Dirge for the scorecard
Sunday, 5 December 2010
Hasanuzzaman Khan
THINGS change with time. Reporting, especially sports reporting, is not the same as it used to be, say ten years ago. So is the editing as well as the presentation of a news item.
As an example I would like to cite the case of reporting a cricket match. In such reporting much emphasis used to be laid on keeping a proper and accurate record of scoring etc. Though how you report a match and what language you use to recreate the atmosphere on the field are very very important -- Neville Cardus is famous for such eloquent reporting -- but reporting a cricket match really centered on the scorecard that kept a record of all the minutest details of the event, runs gathered by each and every batsman, even recording the name of the batsman who scored a duck, how he got out, whether bowled or caught or leg before or stumped, who was the bowler, who was the player, who got the batsman caught out etc.
Some newspapers used to add how many balls each player faced to score his total runs. The scorecard also recorded the feat of each individual bowler, overs bowled, maiden overs, extras and total runs conceded. Other things used to be recorded on the scorecard were the sequence of dismissal, or at what stage of team score each batsman got out etc. It also included who became the Man of the Match, where necessary, and the umpire's names.
The scorecard is a complete record of a match in a nutshell, given in graphic form in figures. A cricket loving reader could gather almost all the relevant information of a match from it. We used to go through the scorecard first, before reading the main report. We could even spot a mistake in the main report from it.
Nowadays the scorecard of a cricket match is never printed. Not even in case of an event of national or international importance. These days when advertisers have become the arbiters in the newspaper world, the scorecard is considered a space-killing nuisance and sacrificed almost entirely, while advertisements are being treated as the duck, laying golden eggs!
In these days of modernity when newspaper production has reached new heights in our country, we the old timers pine for the scorecard which has suffered a premature burial.
THINGS change with time. Reporting, especially sports reporting, is not the same as it used to be, say ten years ago. So is the editing as well as the presentation of a news item.
As an example I would like to cite the case of reporting a cricket match. In such reporting much emphasis used to be laid on keeping a proper and accurate record of scoring etc. Though how you report a match and what language you use to recreate the atmosphere on the field are very very important -- Neville Cardus is famous for such eloquent reporting -- but reporting a cricket match really centered on the scorecard that kept a record of all the minutest details of the event, runs gathered by each and every batsman, even recording the name of the batsman who scored a duck, how he got out, whether bowled or caught or leg before or stumped, who was the bowler, who was the player, who got the batsman caught out etc.
Some newspapers used to add how many balls each player faced to score his total runs. The scorecard also recorded the feat of each individual bowler, overs bowled, maiden overs, extras and total runs conceded. Other things used to be recorded on the scorecard were the sequence of dismissal, or at what stage of team score each batsman got out etc. It also included who became the Man of the Match, where necessary, and the umpire's names.
The scorecard is a complete record of a match in a nutshell, given in graphic form in figures. A cricket loving reader could gather almost all the relevant information of a match from it. We used to go through the scorecard first, before reading the main report. We could even spot a mistake in the main report from it.
Nowadays the scorecard of a cricket match is never printed. Not even in case of an event of national or international importance. These days when advertisers have become the arbiters in the newspaper world, the scorecard is considered a space-killing nuisance and sacrificed almost entirely, while advertisements are being treated as the duck, laying golden eggs!
In these days of modernity when newspaper production has reached new heights in our country, we the old timers pine for the scorecard which has suffered a premature burial.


### What to work on
The data below should be restated word for word, with every picture omitted.

### The input
───
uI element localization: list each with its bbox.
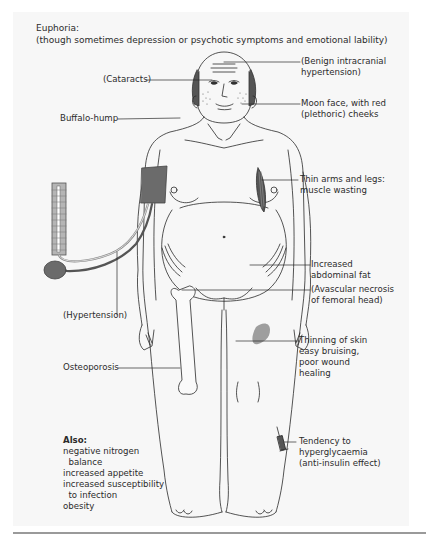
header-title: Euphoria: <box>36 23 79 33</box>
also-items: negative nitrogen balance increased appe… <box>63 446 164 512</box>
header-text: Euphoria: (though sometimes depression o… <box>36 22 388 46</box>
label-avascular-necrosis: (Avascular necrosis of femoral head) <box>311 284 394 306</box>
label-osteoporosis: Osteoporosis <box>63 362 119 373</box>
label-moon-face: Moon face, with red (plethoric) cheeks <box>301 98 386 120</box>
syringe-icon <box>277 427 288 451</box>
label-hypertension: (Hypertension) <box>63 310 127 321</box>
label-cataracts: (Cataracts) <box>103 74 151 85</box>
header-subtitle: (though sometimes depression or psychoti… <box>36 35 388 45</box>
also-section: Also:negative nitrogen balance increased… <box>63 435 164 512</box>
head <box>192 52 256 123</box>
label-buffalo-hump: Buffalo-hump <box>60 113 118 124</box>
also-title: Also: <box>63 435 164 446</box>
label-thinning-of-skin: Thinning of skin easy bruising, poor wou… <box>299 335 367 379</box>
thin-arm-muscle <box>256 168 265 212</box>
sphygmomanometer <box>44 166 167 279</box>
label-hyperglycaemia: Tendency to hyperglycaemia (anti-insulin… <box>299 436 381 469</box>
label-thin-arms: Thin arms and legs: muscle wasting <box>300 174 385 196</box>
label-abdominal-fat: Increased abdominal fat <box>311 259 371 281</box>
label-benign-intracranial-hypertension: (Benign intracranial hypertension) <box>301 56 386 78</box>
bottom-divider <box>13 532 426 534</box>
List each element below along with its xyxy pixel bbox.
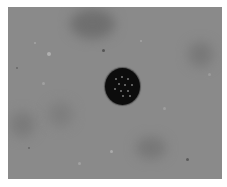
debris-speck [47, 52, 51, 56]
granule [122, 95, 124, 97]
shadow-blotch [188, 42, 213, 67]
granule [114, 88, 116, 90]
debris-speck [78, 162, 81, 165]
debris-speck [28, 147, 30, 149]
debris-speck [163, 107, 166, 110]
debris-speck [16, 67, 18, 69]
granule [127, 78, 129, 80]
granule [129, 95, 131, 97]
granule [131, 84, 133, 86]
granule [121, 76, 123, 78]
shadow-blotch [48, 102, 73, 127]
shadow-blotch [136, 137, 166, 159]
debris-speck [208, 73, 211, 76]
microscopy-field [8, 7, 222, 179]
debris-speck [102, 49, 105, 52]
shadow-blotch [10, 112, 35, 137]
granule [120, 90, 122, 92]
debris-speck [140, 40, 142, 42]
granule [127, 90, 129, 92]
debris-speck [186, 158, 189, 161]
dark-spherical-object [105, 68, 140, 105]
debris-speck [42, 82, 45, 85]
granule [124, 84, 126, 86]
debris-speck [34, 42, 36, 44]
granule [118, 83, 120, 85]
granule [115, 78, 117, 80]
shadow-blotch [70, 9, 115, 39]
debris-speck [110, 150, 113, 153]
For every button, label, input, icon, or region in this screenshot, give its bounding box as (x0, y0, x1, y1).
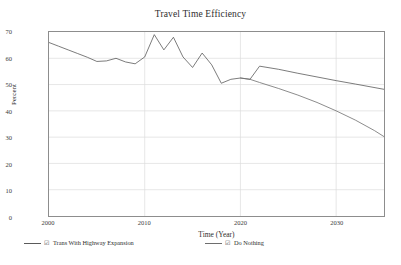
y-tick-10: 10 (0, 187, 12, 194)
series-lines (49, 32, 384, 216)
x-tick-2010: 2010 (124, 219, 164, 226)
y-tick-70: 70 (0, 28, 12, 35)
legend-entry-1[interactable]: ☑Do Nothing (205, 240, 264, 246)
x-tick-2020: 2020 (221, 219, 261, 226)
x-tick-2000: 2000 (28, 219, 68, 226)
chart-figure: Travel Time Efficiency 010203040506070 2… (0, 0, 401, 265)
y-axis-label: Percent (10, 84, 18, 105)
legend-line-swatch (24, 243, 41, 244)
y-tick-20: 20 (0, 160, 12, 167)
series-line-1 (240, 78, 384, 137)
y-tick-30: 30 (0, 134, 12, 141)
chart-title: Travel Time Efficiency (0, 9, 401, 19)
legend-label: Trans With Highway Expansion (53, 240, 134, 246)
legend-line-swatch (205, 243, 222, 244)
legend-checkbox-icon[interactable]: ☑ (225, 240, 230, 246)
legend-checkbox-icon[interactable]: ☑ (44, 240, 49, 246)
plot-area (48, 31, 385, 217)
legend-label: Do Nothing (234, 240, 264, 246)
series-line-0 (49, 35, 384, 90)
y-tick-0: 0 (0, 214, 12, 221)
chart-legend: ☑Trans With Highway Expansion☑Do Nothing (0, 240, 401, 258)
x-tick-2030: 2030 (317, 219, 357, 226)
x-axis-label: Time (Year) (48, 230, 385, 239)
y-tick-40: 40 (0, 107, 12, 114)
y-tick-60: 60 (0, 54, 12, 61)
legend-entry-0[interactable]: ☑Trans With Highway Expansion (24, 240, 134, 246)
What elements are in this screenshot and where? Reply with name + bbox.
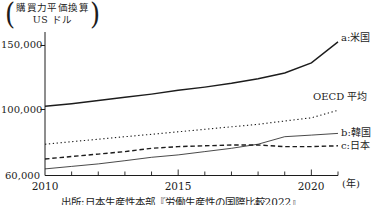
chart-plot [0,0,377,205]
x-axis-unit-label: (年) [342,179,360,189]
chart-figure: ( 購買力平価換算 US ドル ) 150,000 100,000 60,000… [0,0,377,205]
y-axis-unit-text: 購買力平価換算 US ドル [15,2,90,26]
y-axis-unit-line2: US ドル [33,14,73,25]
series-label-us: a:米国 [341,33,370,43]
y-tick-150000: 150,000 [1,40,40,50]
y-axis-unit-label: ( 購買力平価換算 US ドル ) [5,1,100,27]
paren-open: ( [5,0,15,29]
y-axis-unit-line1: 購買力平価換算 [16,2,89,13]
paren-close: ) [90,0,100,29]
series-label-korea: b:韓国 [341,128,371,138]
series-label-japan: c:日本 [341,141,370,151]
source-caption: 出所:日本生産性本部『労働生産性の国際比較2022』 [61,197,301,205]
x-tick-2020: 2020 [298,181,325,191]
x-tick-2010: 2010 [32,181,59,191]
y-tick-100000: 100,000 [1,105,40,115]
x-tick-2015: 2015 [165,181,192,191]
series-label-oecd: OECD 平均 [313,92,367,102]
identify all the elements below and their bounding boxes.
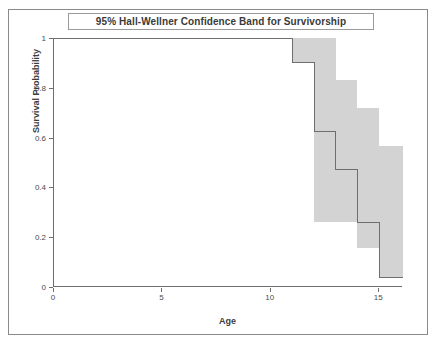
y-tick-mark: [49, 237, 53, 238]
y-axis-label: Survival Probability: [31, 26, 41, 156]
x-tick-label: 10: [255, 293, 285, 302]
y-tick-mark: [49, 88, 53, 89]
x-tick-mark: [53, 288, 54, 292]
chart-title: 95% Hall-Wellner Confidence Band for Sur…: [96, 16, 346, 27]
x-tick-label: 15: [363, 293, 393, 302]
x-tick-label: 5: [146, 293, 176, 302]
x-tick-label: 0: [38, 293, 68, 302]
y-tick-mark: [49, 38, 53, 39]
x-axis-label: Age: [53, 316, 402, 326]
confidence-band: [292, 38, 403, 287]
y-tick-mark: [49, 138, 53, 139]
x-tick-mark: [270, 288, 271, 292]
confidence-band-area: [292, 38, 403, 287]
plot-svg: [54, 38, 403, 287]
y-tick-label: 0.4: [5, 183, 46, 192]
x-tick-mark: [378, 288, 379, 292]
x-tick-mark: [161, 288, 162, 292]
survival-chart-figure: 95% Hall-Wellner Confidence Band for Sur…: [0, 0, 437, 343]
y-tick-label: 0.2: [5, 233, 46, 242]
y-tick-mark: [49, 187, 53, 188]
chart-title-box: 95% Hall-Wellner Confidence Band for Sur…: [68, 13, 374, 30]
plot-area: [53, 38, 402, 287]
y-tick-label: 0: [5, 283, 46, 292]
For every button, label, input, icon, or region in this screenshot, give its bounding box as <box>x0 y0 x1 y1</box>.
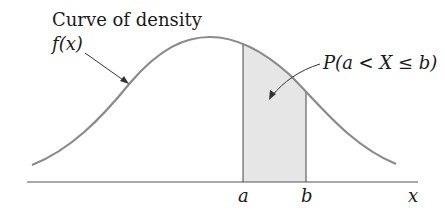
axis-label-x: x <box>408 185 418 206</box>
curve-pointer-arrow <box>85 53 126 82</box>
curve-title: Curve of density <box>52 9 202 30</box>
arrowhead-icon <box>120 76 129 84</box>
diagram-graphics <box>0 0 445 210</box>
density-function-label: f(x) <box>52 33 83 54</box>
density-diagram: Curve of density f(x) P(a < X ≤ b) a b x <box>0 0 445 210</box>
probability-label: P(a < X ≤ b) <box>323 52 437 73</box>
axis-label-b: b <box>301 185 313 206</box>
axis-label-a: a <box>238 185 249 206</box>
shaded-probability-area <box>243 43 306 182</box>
───
### Answer box
uI element localization: list each with its bbox.
header-title: Euphoria: <box>36 23 79 33</box>
also-items: negative nitrogen balance increased appe… <box>63 446 164 512</box>
header-text: Euphoria: (though sometimes depression o… <box>36 22 388 46</box>
label-avascular-necrosis: (Avascular necrosis of femoral head) <box>311 284 394 306</box>
label-osteoporosis: Osteoporosis <box>63 362 119 373</box>
label-moon-face: Moon face, with red (plethoric) cheeks <box>301 98 386 120</box>
syringe-icon <box>277 427 288 451</box>
label-hypertension: (Hypertension) <box>63 310 127 321</box>
label-cataracts: (Cataracts) <box>103 74 151 85</box>
header-subtitle: (though sometimes depression or psychoti… <box>36 35 388 45</box>
also-section: Also:negative nitrogen balance increased… <box>63 435 164 512</box>
head <box>192 52 256 123</box>
label-buffalo-hump: Buffalo-hump <box>60 113 118 124</box>
also-title: Also: <box>63 435 164 446</box>
label-thinning-of-skin: Thinning of skin easy bruising, poor wou… <box>299 335 367 379</box>
thin-arm-muscle <box>256 168 265 212</box>
sphygmomanometer <box>44 166 167 279</box>
label-hyperglycaemia: Tendency to hyperglycaemia (anti-insulin… <box>299 436 381 469</box>
label-thin-arms: Thin arms and legs: muscle wasting <box>300 174 385 196</box>
label-abdominal-fat: Increased abdominal fat <box>311 259 371 281</box>
label-benign-intracranial-hypertension: (Benign intracranial hypertension) <box>301 56 386 78</box>
bottom-divider <box>13 532 426 534</box>
List each element below along with its xyxy pixel bbox.
debris-speck [47, 52, 51, 56]
granule [122, 95, 124, 97]
shadow-blotch [188, 42, 213, 67]
granule [114, 88, 116, 90]
debris-speck [78, 162, 81, 165]
debris-speck [28, 147, 30, 149]
debris-speck [163, 107, 166, 110]
debris-speck [16, 67, 18, 69]
granule [127, 78, 129, 80]
granule [129, 95, 131, 97]
granule [131, 84, 133, 86]
granule [121, 76, 123, 78]
shadow-blotch [48, 102, 73, 127]
shadow-blotch [136, 137, 166, 159]
debris-speck [208, 73, 211, 76]
microscopy-field [8, 7, 222, 179]
debris-speck [102, 49, 105, 52]
shadow-blotch [10, 112, 35, 137]
granule [120, 90, 122, 92]
debris-speck [140, 40, 142, 42]
granule [127, 90, 129, 92]
debris-speck [186, 158, 189, 161]
dark-spherical-object [105, 68, 140, 105]
debris-speck [42, 82, 45, 85]
granule [124, 84, 126, 86]
debris-speck [34, 42, 36, 44]
granule [118, 83, 120, 85]
granule [115, 78, 117, 80]
shadow-blotch [70, 9, 115, 39]
debris-speck [110, 150, 113, 153]
For every button, label, input, icon, or region in this screenshot, give its bounding box as (x0, y0, x1, y1).
y-tick-10: 10 (0, 187, 12, 194)
series-lines (49, 32, 384, 216)
x-tick-2010: 2010 (124, 219, 164, 226)
y-tick-70: 70 (0, 28, 12, 35)
legend-entry-1[interactable]: ☑Do Nothing (205, 240, 264, 246)
x-tick-2020: 2020 (221, 219, 261, 226)
x-tick-2000: 2000 (28, 219, 68, 226)
chart-figure: Travel Time Efficiency 010203040506070 2… (0, 0, 401, 265)
y-axis-label: Percent (10, 84, 18, 105)
legend-line-swatch (24, 243, 41, 244)
y-tick-20: 20 (0, 160, 12, 167)
series-line-1 (240, 78, 384, 137)
y-tick-30: 30 (0, 134, 12, 141)
chart-title: Travel Time Efficiency (0, 9, 401, 19)
legend-label: Trans With Highway Expansion (53, 240, 134, 246)
legend-line-swatch (205, 243, 222, 244)
legend-checkbox-icon[interactable]: ☑ (225, 240, 230, 246)
legend-checkbox-icon[interactable]: ☑ (44, 240, 49, 246)
plot-area (48, 31, 385, 217)
legend-label: Do Nothing (234, 240, 264, 246)
series-line-0 (49, 35, 384, 90)
y-tick-0: 0 (0, 214, 12, 221)
chart-legend: ☑Trans With Highway Expansion☑Do Nothing (0, 240, 401, 258)
x-tick-2030: 2030 (317, 219, 357, 226)
x-axis-label: Time (Year) (48, 230, 385, 239)
y-tick-40: 40 (0, 107, 12, 114)
y-tick-60: 60 (0, 54, 12, 61)
legend-entry-0[interactable]: ☑Trans With Highway Expansion (24, 240, 134, 246)
What elements are in this screenshot and where? Reply with name + bbox.
chart-plot [0,0,377,205]
x-axis-unit-label: (年) [342,179,360,189]
chart-figure: ( 購買力平価換算 US ドル ) 150,000 100,000 60,000… [0,0,377,205]
y-axis-unit-text: 購買力平価換算 US ドル [15,2,90,26]
y-axis-unit-line2: US ドル [33,14,73,25]
series-label-us: a:米国 [341,33,370,43]
y-tick-150000: 150,000 [1,40,40,50]
y-axis-unit-label: ( 購買力平価換算 US ドル ) [5,1,100,27]
paren-open: ( [5,0,15,29]
y-axis-unit-line1: 購買力平価換算 [16,2,89,13]
paren-close: ) [90,0,100,29]
series-label-korea: b:韓国 [341,128,371,138]
series-label-japan: c:日本 [341,141,370,151]
source-caption: 出所:日本生産性本部『労働生産性の国際比較2022』 [61,197,301,205]
x-tick-2020: 2020 [298,181,325,191]
x-tick-2010: 2010 [32,181,59,191]
y-tick-100000: 100,000 [1,105,40,115]
x-tick-2015: 2015 [165,181,192,191]
series-label-oecd: OECD 平均 [313,92,367,102]
identify all the elements below and their bounding boxes.
y-tick-mark: [49, 237, 53, 238]
y-axis-label: Survival Probability: [31, 26, 41, 156]
x-tick-label: 10: [255, 293, 285, 302]
y-tick-mark: [49, 88, 53, 89]
x-tick-mark: [53, 288, 54, 292]
chart-title: 95% Hall-Wellner Confidence Band for Sur…: [96, 16, 346, 27]
x-tick-label: 15: [363, 293, 393, 302]
x-tick-label: 5: [146, 293, 176, 302]
x-tick-label: 0: [38, 293, 68, 302]
y-tick-mark: [49, 38, 53, 39]
x-axis-label: Age: [53, 316, 402, 326]
confidence-band: [292, 38, 403, 287]
y-tick-mark: [49, 138, 53, 139]
x-tick-mark: [270, 288, 271, 292]
confidence-band-area: [292, 38, 403, 287]
plot-svg: [54, 38, 403, 287]
y-tick-label: 0.4: [5, 183, 46, 192]
x-tick-mark: [378, 288, 379, 292]
x-tick-mark: [161, 288, 162, 292]
survival-chart-figure: 95% Hall-Wellner Confidence Band for Sur…: [0, 0, 437, 343]
y-tick-label: 0.2: [5, 233, 46, 242]
y-tick-mark: [49, 187, 53, 188]
chart-title-box: 95% Hall-Wellner Confidence Band for Sur…: [68, 13, 374, 30]
plot-area: [53, 38, 402, 287]
y-tick-label: 0: [5, 283, 46, 292]
For every button, label, input, icon, or region in this screenshot, give its bounding box as <box>x0 y0 x1 y1</box>.
axis-label-x: x <box>408 185 418 206</box>
curve-pointer-arrow <box>85 53 126 82</box>
curve-title: Curve of density <box>52 9 202 30</box>
arrowhead-icon <box>120 76 129 84</box>
diagram-graphics <box>0 0 445 210</box>
density-function-label: f(x) <box>52 33 83 54</box>
density-diagram: Curve of density f(x) P(a < X ≤ b) a b x <box>0 0 445 210</box>
probability-label: P(a < X ≤ b) <box>323 52 437 73</box>
axis-label-b: b <box>301 185 313 206</box>
axis-label-a: a <box>238 185 249 206</box>
shaded-probability-area <box>243 43 306 182</box>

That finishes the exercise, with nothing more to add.